South Korea's president from 1998 to 2003, Kim is best known for the moment on June 13, 2000, when he stepped onto the tarmac at Pyongyang's airport with arms outstretched to embrace North Korean leader Kim Jong Il.

That landmark meeting, which was supposed to end 50 years of enmity between the Koreas, won Kim the Nobel Peace Prize. But Kim lived just long enough to see his "sunshine policy" unraveling as a result of North Korea's continued nuclear ambitions and the installation last year of a conservative president in South Korea.

The meeting in Pyongyang was only one of many dramatic moments in a most eventful life.

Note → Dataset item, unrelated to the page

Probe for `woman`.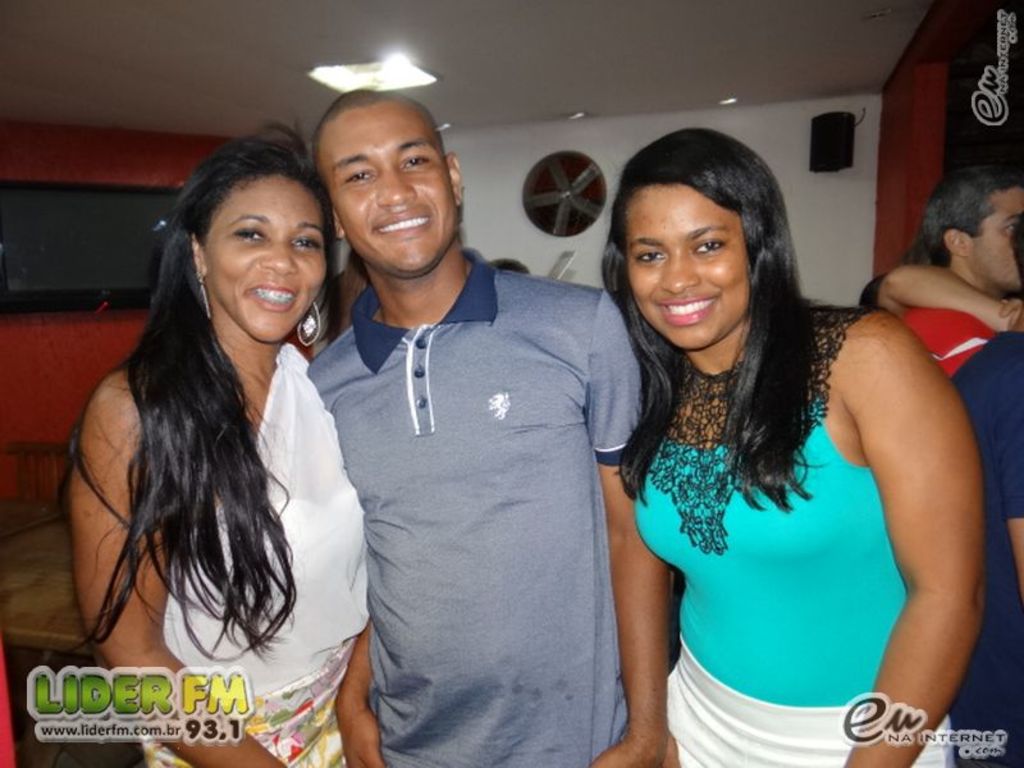
Probe result: Rect(60, 122, 372, 767).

There was the time in 1973 that Kim found himself on a boat -- blindfolded and manacled, his limbs encased in concrete -- about to be tossed overboard by assassins presumably working for South Korea's military dictatorship. And then there was his return from exile in the United States in 1985, when he arrived at Seoul's airport flanked by U.S. congressmen, only to be immediately seized and placed under house arrest.

After four decades as the country's most famous dissident, Kim (often known by his nickname D.J. to distinguish him from other Kims in public life) became its president in 1998. By daring to meet with Kim Jong Il, he established what many think is an irreversible course of rapprochement between the estranged Koreas. He was awarded the Nobel Peace Prize in 2000 for his "sunshine policy" of engaging North Korea and his lifelong struggle for democratization.

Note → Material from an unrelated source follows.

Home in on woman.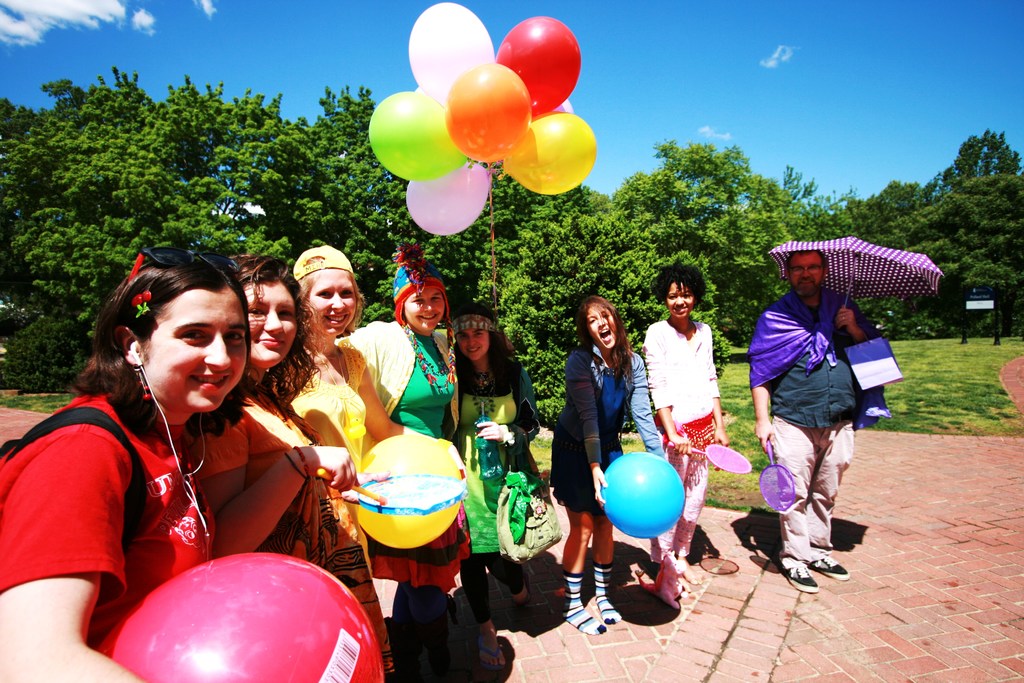
Homed in at rect(184, 255, 388, 670).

But his final years were spent in frustration. He was disappointed by Kim Jong Il's failure to reciprocate for the Pyongyang summit with a visit to Seoul, as well as by the George W. Bush administration's skeptical attitude toward his efforts.

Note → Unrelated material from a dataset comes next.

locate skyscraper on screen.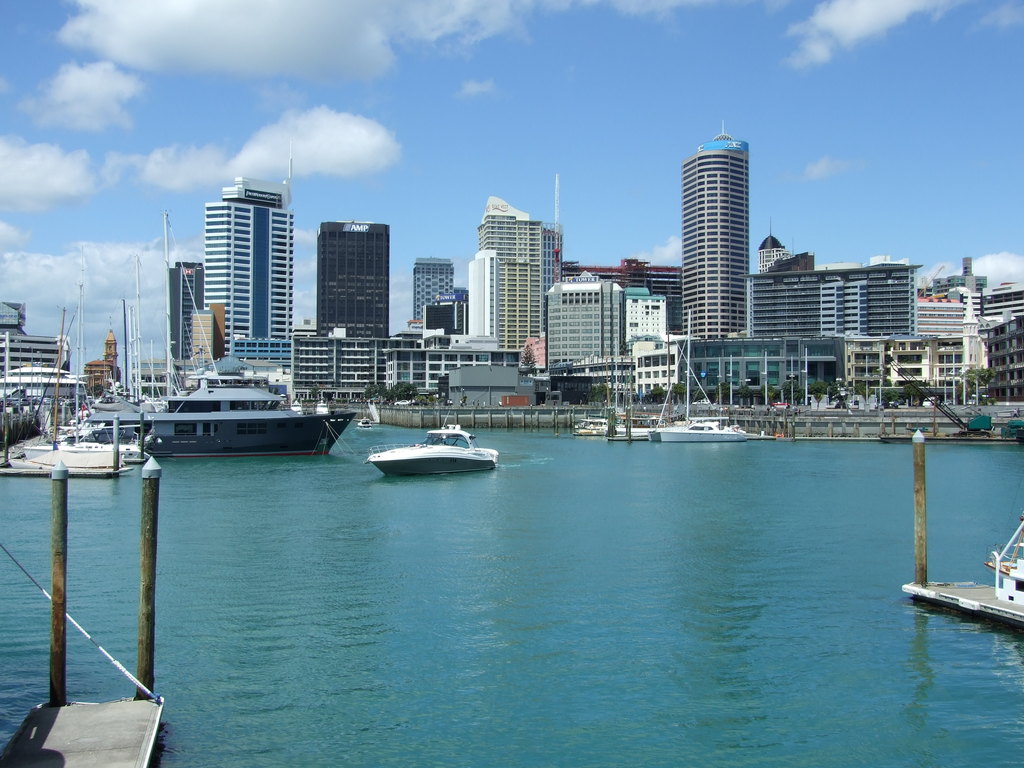
On screen at [left=175, top=163, right=309, bottom=369].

Just five months after winning the Nobel Prize, Kim was humiliated during a White House visit when newly inaugurated President Bush was publicly dismissive of the idea that one could negotiate with the North Koreans.

"Although I understand fully why the North Korean leadership is not very likable, it is in the interests of global peace to pursue the policy of dialogue," Kim later recalled, in an interview with the Los Angeles Times, telling Bush.

Kim also had to spend his later years fending off a series of political scandals. His youngest son was arrested on charges of taking bribes from a lobbyist. The revelation that Kim's aides had secretly ordered the transfer of $500 million to North Korea shortly before the meeting with Kim Jong Il led to charges that he had bought the summit and hence the Nobel Peace Prize.

In 2005, investigators made the ironic discovery that this icon of democracy and human rights had allowed illegal wiretapping during his presidency at a pace unmatched even by South Korea's former military dictators.

Like former dissidents who became president -- Lech Walesa of Poland or Vaclav Havel of the Czech Republic -- Kim's image abroad was always better than at home. He was often likened to a prophet scorned in his own land.

"The Koreans forgot that he was a champion of democracy and saw him just as another political boss. He was always more highly rated overseas than domestically," said Michael Breen, a Seoul-based biographer of Kim Jong Il who has been researching a biography of Kim Dae-jung as well.

In his later years, with his hair dyed the artificial dark black of many aging Asian politicians and his skin powdered white, Kim appeared as a distant and forbidding figure. He gave only occasional interviews, pleading for continued dialogue with North Korea.

Kim was succeeded as South Korea's president by Roh Moo-hyun, a similarly left-leaning politician who tried to continue the rapprochement with Pyongyang. But 2007 elections brought conservatives back in power.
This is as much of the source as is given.